The Essentials

Common Baby Injuries at Home: Statistics and How to Prevent Each One

Statistics and How to Prevent Each One

6 min read

Every year, parents bring their children home from the hospital and immediately begin making decisions they don’t fully understand yet. Which cabinet needs a lock? Is the staircase dangerous? How worried should I be about the bathtub? The answers matter more than most of us realize until something goes wrong.

This is a data-driven look at the injuries most likely to happen inside your home, what the numbers say, and what prevention looks like in practice. Not theory. Not worst-case catastrophizing. Just the real risks, ranked by what sends children to emergency rooms and what kills them.

Sleep: The Danger That Happens While You’re Watching

The crib feels like the safest place in the house. It’s designed for babies. It has rails. You put them in it and walk away feeling like you’ve done something right.

About 3,500 infants die each year from sleep-related causes in the United States (CDC SUID data). That number includes SIDS, suffocation, and entrapment, and it hasn’t dropped as fast as it should because soft bedding, inclined sleepers, and crib bumpers stayed on the market long after the evidence against them was clear.

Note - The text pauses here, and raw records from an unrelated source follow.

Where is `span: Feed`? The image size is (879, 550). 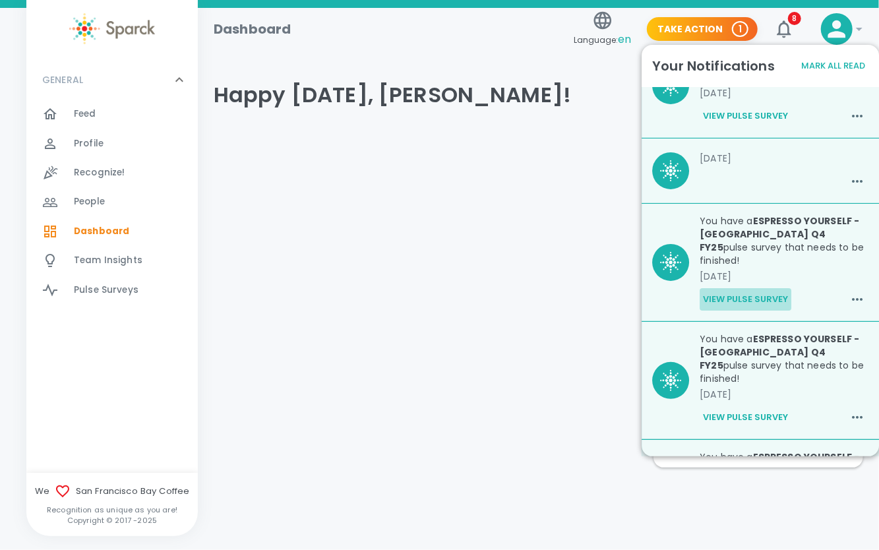 span: Feed is located at coordinates (85, 114).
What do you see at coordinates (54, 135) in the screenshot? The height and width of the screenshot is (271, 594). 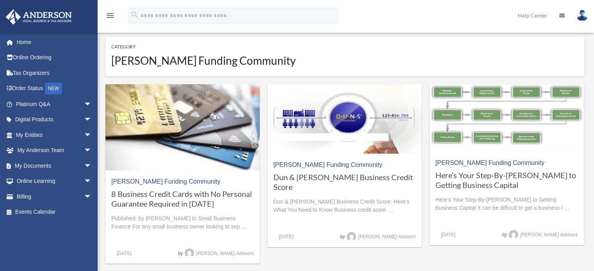 I see `a: My Entitiesarrow_drop_down` at bounding box center [54, 135].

Unintentional suffocation kills roughly 1,000 infants under age 1 each year in the United States (CDC). The mechanism is almost always the same: a soft surface, a rolled blanket, a bumper pad, or a product that tilts the baby’s airway. The Safe Sleep for Babies Act (2022) bans padded crib bumpers and infant inclined sleep products with a sleep surface angle greater than 10°F, but products already in homes aren’t recalled automatically. If you have an older Rock 'n Play or a padded bumper set from a hand-me-down crib, it needs to go now.

The AAP’s safe sleep guidance is simple: firm, flat surface, alone, on their back, nothing else in the sleep space. Crib slats must be no more than 2 3/8 inches (6 cm) apart (CPSC standard, 16 CFR 1219) to prevent head entrapment. Check any secondhand crib against that measurement before you use it.

Falls: Stairs Are the Biggest Culprit

Falls are the leading cause of nonfatal injury for children under five. Stairs are where most of the serious ones happen.

About 93,000 children under 5 are treated in U.S. emergency rooms each year for stair-related injuries (Nationwide Children’s analysis of CPSC NEISS data, 1999–2008). Roughly one child every six minutes. The injuries range from minor bruises to skull fractures, and the youngest children, those under 12 months, are disproportionately represented because they’re carried on stairs by tired adults.

The single most common mistake is using a pressure-mounted gate at the top of a staircase. Pressure-mounted gates are for doorways and room dividers. At the top of stairs, you need a hardware-mounted gate, screwed into the wall studs. ASTM F1004 is the federal safety standard for expansion gates and expandable enclosures, made mandatory under 16 CFR Part 1239 (effective 2021). Look for that certification on the box.

Beyond stairs, window falls kill and injure children every year. Window screens are not fall protection. They’re designed to keep insects out, not to support the weight of a toddler leaning against them. Install window stops that limit openings to 4 inches or less.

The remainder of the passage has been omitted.